Pemba

I’m attending a meeting for many of the varied and divergent stakeholders who work in Niassa Reserve. These meetings are never simple with a full range of interests, styles, countenances, attitudes and accents on display. The agenda was full: how to manage illegal artisanal mines within the boundary, how to handle zonation when the Reserve changes its designation, how to respond to hunting concessions who want to increase their quotas, and how to recognise the plight of certain species such as hyena.

One of the projects within the Reserve is a wonderfully dedicated endeavour to track carnivore populations, backed up by rigorous science. The data are showing that by aiming for the largest individual in a group, sport hunting may be decimating hyena clans. Female hyenas are larger than males and groups operate under a matriarch. If the lead female is targeted because the bloodthirsty operate on a ‘big is best’ mentality, group structure can break down so that the clan disbands, with likely death of the remaining members. As they must maintain as healthy an ecosystem as possible, hunting outfits do largely want to promote conservation overall, so hopefully the hyena message sunk in. I personally find the act of hunting distasteful in the extreme, but I recognise its value as a conservation financing tool. The Mozambican government has traditionally enabled it but may be making signs that non-hunting tourism is its preferred future direction. This is all fine and dandy and we are exploring it but tourism simply doesn’t have the financial impact of a trophy hunter who, in compensating for some inadequacy somewhere, wants the thrill of firing a bullet that kills a lion. Recently I was on a website for a hunting safari company in Zimbabwe which stated the trophy fee for killing a lion at USD 60,000 plus all manner of fees, levies and the standard fee of USD 1,000 per day for the privilege of being on the hunt.

With issues such as this on the table, the meeting needed to be effective. Many of the operators have sat through years of feeling that the overall Reserve authorities need to do more to serve the varied agendas. The chair’s style was essentially to filibuster, and in Trump-like fashion, to respond to any difficult question with a meandering diatribe that left participants too exhausted to ask again.

At lunchtime I was sat near a few of the professional hunters, one of whom mentioned he was heading to Juba soon. Another piped up about trips there to hunt bongo, a beautiful and secretive antelope that inhabits the forest zone in which I spent time working. There followed a discussion about the bounties on offer in South Sudan, which is also home to the planet’s second largest mammal migration (of white-eared kob), after the Serengeti. The hunter almost licked his lips in anticipation. South Sudan is NOT a country where sport hunting for conservation purposes can be justified as there are no systems for collecting hunting revenues or assessing quotas and therefore no benefit back into conservation activities. I was turned off from gnawing on my chips.

In more positive developments, my parents filled in my proxy European election vote for the Green Party. I remain loyal to the Labour Party for any general election as their last manifesto was very positive but I had to select a party with a clear position on Brexit if there is any hope of rectifying the mess. A clear view is simple with one MP, but Caroline Lucas, as the party’s best known voice, is a bloody good principled egg who deserves more recognition.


Task item
Out of the lines below, please list those that hold the string "this".

Supplied material
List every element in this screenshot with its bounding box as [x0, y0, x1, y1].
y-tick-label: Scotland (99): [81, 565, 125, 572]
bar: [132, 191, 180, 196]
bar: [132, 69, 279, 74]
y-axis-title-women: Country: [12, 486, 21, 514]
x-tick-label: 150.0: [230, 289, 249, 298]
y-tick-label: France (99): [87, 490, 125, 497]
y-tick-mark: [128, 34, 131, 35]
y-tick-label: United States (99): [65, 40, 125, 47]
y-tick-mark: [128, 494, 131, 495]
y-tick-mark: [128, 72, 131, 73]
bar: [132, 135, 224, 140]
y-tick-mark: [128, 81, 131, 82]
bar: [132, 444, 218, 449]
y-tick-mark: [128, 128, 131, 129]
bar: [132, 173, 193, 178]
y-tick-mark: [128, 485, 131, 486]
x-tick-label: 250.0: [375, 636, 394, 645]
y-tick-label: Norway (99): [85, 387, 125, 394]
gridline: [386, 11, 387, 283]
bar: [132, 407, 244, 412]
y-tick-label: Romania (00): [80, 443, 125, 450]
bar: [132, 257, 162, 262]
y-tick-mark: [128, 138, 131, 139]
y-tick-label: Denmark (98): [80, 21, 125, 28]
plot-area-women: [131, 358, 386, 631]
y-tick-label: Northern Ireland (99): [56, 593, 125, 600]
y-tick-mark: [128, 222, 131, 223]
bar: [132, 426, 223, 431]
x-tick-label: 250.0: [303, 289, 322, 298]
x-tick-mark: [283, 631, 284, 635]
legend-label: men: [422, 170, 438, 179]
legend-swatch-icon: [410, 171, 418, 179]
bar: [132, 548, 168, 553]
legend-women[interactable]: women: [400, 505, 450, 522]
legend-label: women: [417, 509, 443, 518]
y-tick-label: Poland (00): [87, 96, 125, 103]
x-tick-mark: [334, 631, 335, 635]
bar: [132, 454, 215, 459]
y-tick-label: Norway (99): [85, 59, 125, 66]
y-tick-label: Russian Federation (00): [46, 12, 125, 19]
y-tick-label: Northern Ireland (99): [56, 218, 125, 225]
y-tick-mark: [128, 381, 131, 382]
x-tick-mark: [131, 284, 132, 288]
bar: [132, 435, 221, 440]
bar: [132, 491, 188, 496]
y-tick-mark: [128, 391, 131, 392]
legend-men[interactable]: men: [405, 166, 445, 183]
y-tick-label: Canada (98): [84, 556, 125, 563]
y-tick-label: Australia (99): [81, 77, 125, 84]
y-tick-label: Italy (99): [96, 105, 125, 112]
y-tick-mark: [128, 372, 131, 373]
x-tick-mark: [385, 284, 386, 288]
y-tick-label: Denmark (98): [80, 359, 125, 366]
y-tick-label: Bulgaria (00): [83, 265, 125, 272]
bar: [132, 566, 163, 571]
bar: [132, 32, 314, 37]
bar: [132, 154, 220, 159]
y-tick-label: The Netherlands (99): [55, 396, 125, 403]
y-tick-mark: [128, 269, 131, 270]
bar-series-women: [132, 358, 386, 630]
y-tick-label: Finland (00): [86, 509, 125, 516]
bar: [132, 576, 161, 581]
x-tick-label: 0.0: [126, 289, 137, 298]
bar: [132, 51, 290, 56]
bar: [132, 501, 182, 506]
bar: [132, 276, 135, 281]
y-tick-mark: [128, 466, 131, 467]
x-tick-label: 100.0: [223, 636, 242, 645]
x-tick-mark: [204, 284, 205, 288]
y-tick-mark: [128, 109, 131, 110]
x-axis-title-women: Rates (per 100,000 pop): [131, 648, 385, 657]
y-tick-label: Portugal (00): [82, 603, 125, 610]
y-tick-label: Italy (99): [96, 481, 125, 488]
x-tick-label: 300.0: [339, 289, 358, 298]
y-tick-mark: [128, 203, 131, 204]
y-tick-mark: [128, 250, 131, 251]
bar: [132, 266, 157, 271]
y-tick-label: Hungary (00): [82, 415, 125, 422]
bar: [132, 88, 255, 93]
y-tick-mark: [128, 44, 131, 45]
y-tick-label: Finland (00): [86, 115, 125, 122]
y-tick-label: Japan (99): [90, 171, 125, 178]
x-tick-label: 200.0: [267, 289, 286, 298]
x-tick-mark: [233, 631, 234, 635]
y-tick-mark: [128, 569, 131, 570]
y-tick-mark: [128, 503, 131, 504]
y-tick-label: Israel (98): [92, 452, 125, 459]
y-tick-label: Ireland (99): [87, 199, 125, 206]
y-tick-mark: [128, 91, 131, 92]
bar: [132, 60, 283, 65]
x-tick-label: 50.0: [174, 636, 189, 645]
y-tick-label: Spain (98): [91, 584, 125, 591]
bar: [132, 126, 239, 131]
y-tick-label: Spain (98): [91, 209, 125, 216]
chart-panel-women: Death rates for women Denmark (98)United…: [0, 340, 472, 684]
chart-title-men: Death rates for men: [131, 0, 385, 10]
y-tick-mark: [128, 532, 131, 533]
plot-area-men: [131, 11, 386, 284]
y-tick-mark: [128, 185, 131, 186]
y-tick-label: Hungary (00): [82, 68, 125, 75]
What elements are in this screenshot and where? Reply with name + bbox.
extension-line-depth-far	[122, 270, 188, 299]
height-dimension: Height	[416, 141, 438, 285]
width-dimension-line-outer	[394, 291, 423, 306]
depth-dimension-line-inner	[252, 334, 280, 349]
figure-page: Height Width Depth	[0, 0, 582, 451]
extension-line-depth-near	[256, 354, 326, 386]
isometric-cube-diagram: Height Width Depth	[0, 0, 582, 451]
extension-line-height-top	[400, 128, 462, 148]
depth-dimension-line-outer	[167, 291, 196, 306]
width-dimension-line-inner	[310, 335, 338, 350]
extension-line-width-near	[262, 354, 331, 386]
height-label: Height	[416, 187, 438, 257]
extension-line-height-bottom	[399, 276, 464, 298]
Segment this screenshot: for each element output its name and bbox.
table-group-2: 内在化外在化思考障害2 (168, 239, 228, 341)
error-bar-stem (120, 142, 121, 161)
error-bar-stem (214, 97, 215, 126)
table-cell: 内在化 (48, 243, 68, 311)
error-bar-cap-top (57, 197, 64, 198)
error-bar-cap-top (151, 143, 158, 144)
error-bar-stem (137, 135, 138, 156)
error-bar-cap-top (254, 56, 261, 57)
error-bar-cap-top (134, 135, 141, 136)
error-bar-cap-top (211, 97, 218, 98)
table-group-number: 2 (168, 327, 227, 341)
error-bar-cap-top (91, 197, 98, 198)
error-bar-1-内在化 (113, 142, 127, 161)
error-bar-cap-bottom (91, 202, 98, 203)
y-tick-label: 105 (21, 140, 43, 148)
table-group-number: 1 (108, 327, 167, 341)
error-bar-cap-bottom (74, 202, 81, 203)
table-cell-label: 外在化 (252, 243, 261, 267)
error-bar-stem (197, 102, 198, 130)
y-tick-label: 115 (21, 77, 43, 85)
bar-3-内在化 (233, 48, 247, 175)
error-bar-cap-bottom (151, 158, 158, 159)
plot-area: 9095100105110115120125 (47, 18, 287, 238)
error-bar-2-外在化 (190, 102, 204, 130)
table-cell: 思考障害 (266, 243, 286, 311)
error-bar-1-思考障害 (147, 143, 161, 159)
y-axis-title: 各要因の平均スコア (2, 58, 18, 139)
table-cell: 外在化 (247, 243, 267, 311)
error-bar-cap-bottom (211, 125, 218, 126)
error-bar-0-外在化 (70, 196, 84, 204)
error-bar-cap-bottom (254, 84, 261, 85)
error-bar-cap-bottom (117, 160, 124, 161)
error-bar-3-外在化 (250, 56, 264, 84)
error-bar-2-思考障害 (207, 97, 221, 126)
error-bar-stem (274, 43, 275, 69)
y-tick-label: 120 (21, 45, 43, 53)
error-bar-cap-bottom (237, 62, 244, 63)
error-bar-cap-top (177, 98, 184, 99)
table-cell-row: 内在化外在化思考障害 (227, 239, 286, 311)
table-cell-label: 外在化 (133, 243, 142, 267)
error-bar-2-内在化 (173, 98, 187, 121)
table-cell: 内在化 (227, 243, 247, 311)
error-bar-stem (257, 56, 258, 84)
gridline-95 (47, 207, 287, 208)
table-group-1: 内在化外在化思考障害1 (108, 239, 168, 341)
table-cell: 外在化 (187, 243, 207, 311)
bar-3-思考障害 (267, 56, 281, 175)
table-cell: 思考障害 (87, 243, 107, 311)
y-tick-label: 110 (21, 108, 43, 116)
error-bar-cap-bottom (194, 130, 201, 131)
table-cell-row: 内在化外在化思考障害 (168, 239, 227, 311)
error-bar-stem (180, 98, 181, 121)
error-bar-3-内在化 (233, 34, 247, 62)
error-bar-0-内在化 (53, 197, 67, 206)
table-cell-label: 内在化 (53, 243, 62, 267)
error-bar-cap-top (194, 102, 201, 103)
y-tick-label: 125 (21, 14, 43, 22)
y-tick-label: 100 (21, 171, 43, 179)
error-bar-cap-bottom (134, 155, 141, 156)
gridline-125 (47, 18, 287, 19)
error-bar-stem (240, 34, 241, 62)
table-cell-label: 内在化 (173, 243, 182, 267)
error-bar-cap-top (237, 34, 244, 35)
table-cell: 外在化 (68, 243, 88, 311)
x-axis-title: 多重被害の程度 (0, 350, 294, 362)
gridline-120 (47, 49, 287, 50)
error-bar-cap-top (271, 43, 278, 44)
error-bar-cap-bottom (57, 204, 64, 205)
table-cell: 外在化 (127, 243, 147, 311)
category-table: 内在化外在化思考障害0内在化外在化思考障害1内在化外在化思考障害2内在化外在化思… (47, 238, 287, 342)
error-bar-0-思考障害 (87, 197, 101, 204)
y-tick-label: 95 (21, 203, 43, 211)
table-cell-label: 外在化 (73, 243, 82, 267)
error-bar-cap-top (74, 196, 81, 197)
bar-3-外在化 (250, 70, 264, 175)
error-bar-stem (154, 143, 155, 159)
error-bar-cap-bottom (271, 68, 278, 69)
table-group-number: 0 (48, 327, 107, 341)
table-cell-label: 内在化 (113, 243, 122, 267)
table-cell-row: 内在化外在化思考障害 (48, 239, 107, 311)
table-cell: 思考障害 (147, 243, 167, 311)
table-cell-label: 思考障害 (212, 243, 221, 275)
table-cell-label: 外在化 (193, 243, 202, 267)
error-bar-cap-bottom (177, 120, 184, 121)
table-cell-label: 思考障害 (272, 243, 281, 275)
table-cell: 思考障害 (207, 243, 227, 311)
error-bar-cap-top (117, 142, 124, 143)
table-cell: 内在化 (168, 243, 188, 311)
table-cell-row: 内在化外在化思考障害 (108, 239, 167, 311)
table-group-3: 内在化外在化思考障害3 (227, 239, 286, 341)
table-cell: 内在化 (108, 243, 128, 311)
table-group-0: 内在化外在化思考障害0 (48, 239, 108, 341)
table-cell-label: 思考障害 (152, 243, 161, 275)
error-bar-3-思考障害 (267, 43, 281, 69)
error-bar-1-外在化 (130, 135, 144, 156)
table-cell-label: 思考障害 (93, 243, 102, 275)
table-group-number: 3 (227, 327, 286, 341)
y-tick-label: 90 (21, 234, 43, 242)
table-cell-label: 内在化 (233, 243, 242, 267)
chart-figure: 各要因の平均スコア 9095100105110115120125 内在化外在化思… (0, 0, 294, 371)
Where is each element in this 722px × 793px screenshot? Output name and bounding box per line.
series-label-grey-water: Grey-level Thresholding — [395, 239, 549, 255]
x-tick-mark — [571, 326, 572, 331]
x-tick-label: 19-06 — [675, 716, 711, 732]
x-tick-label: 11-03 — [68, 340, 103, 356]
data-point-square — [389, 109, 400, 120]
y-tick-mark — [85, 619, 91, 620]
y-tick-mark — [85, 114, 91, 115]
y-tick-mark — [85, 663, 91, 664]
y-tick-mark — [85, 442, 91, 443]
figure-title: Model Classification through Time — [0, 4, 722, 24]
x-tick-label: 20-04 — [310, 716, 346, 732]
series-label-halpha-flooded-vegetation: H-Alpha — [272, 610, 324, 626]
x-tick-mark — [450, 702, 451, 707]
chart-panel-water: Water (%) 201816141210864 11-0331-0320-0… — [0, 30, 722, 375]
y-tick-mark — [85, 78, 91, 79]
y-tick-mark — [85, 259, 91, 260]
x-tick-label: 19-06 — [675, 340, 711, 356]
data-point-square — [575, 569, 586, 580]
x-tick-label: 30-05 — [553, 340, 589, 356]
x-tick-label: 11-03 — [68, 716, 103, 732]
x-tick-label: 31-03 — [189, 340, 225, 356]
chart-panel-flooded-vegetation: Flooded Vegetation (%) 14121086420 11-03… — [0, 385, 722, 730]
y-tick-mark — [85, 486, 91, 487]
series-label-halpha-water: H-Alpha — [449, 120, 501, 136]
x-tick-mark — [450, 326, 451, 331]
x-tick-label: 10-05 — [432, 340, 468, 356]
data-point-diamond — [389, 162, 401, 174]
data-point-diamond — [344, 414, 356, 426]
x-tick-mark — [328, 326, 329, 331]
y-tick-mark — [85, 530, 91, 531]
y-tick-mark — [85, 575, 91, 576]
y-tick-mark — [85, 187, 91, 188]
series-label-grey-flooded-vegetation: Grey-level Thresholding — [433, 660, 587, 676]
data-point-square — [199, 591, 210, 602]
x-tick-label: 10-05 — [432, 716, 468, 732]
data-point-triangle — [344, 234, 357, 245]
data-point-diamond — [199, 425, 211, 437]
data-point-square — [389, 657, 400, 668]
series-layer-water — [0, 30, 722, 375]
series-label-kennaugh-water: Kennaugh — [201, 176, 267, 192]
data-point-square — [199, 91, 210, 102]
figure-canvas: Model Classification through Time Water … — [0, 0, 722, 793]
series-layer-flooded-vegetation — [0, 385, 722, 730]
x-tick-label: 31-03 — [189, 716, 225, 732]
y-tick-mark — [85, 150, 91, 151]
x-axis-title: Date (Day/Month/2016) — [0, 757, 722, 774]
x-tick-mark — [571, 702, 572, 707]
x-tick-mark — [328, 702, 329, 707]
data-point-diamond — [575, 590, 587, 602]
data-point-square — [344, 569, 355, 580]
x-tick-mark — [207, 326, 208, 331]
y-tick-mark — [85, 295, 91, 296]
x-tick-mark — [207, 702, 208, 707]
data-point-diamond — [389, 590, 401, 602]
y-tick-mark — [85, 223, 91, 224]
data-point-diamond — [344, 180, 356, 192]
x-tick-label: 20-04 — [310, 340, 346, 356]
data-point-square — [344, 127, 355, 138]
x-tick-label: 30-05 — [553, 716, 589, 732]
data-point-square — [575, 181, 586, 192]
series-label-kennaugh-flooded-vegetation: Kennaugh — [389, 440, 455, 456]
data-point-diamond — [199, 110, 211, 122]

The answer
List every element in this screenshot with its bounding box as [x0, y0, x1, y1].
What elements are in this screenshot and where? Reply with name + bbox.
Segment this screenshot: for each element output its name and bbox.
Where is each element in this 722px × 793px screenshot? Output name and bounding box per line.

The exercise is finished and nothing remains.